Carter, other ex-leaders in North Korea

PYONGYANG, North Korea — Former President Jimmy Carter and other past world leaders were in Pyongyang on Tuesday hoping to meet with North Korea’s leader as part of a mission to discuss dangerous food shortages and stalled nuclear disarmament talks.

Carter arrived today with former Finnish P

resident Martti Ahtisaari, former Norwegian Prime Minister Gro Brundtland and former Irish President Mary Robinson for the three-day visit to North Korea, according to Associated Press Television News in Pyongyang.

The former leaders were not told ahead of their trip who they would meet with, but said they hoped to see North Korean leader Kim Jong Il and his son and heir apparent Kim Jong Un.

The mission comes as diplomats struggle to find a way to restart talks meant to persuade the North to abandon its atomic weapons ambitions.

Dismal ties between North and South Korea, which have ruined efforts to restart the nuclear talks, will also likely be on the agenda. Animosity has soared between the neighbors since the North allegedly torpedoed a South Korean warship in March 2010. Pyongyang shelled a South Korean island in November, killing two civilians and two marines.

South Korea is demanding an apology for both incidents before allowing deeper talks, but North Korea says it wasn’t responsible for the sinking of the warship.

Before flying from Beijing to Pyongyang, Carter told South Korea’s Yonhap news agency that he didn’t intend to raise the case of Korean-American Jun Young Su, who is being held in North Korea, reportedly on charges of carrying out missionary activity.

The U.S. State Department said last month that Carter would not be carrying any official messages.

In 1994, Carter traveled to North Korea during another period of high tension over the North’s nuclear program. He met with then-leader Kim Il Sung, Kim Jong Il’s father and the North’s founder, and helped broker a U.S.-North Korea nuclear deal.

He last visited North Korea in August to secure the release of imprisoned American Aijalon Gomes, who had been sentenced to eight years of hard labor for crossing into the North from China. Carter did not meet with Kim then because the leader was on a rare visit to China, his nation’s biggest ally and aid provider.

Carter’s trip comes amid efforts on several fronts to reinvigorate stalled six-nation nuclear negotiations. China’s top nuclear envoy was due today in Seoul for talks, while a South Korean delegation was to meet with U.S. diplomats in Washington.

North Korea’s top nuclear envoy reportedly traveled to Beijing earlier this month to discuss restarting the talks, which involve two Koreas, the United States, China, Japan and Russia.

The former leaders also plan to discuss food shortages that could threaten many North Koreans.

Years of poor harvests, a lack of investment in agriculture and political isolation have left the North severely vulnerable to starvation, with the average amount of food distributed by the government to each person dropping this year from 1,400 calories per day to just 700, according the U.N.’s World Food Program.

Former Irish President Robinson said a recent United Nations study based on conditions throughout North Korea classified 3.5 million out of the country’s 24 million people as “very vulnerable” to starvation and that conditions stood to worsen with cuts in food distribution.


### Problem to solve
Within the records below is a range that opens at the line with "Locate 'human head'." and closes at the line with "Image dimensions: 1024×768.". Return that range word for word, both ends included, and only that range.
====== Data for this task ======
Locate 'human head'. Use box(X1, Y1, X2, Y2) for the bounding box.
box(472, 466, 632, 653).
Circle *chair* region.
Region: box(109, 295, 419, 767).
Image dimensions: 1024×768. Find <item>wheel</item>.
======
====== Data for this task ======
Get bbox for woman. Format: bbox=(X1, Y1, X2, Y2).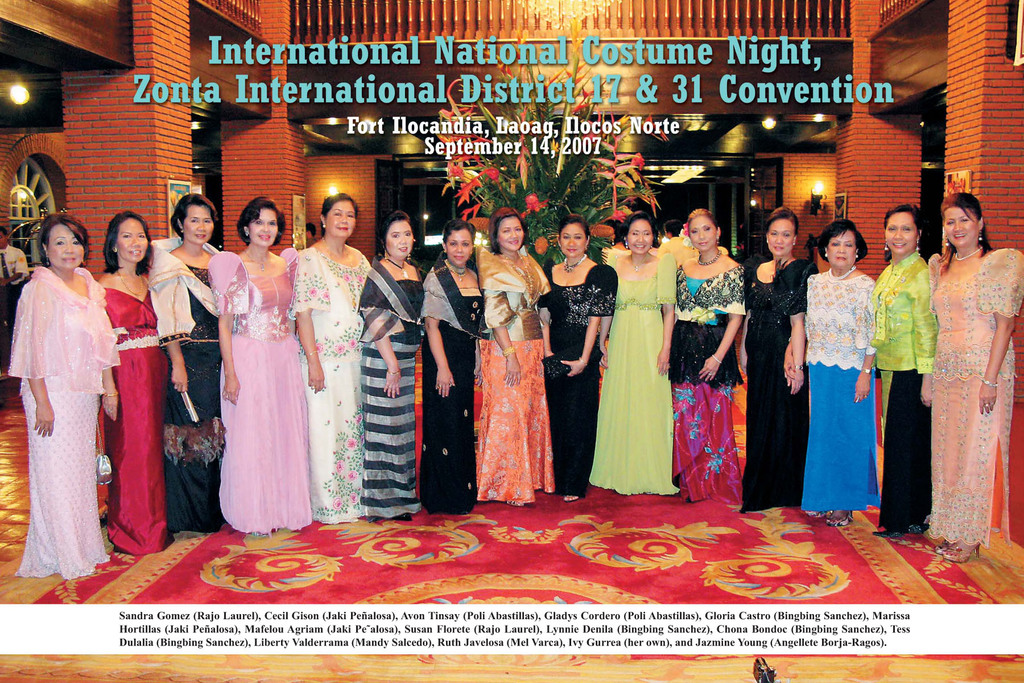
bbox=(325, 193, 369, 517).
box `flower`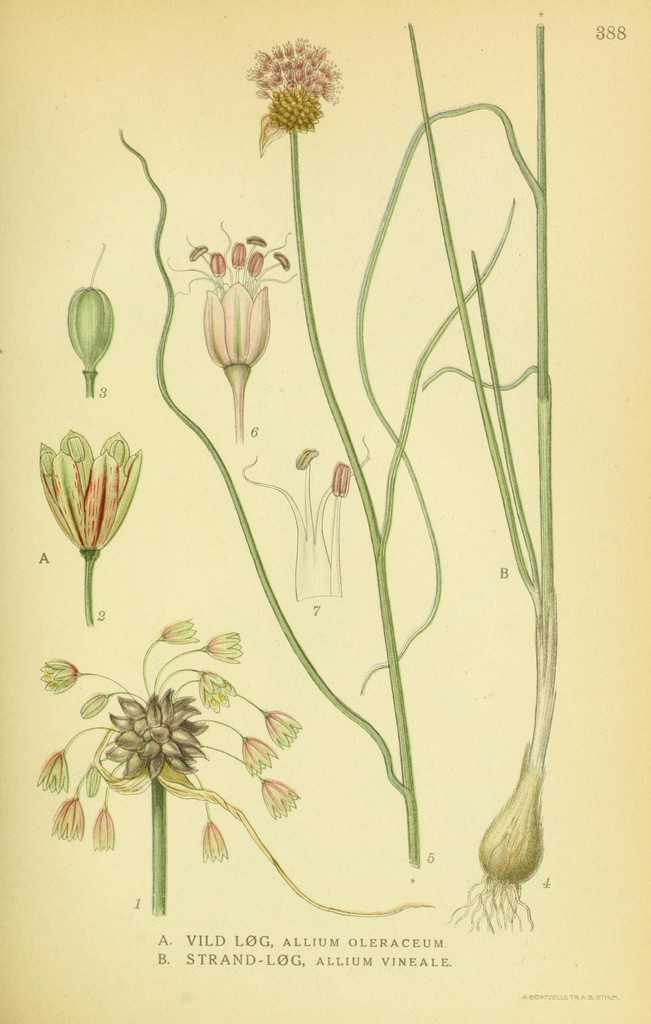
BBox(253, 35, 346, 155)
======
====== Data for this task ======
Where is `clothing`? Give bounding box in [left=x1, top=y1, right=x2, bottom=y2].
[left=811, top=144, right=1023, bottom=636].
======
### Answer to this exercise
Locate 'human head'. Use box(X1, Y1, X2, Y2) for the bounding box.
box(472, 466, 632, 653).
Circle *chair* region.
Region: box(109, 295, 419, 767).
Image dimensions: 1024×768. Find <item>wheel</item>.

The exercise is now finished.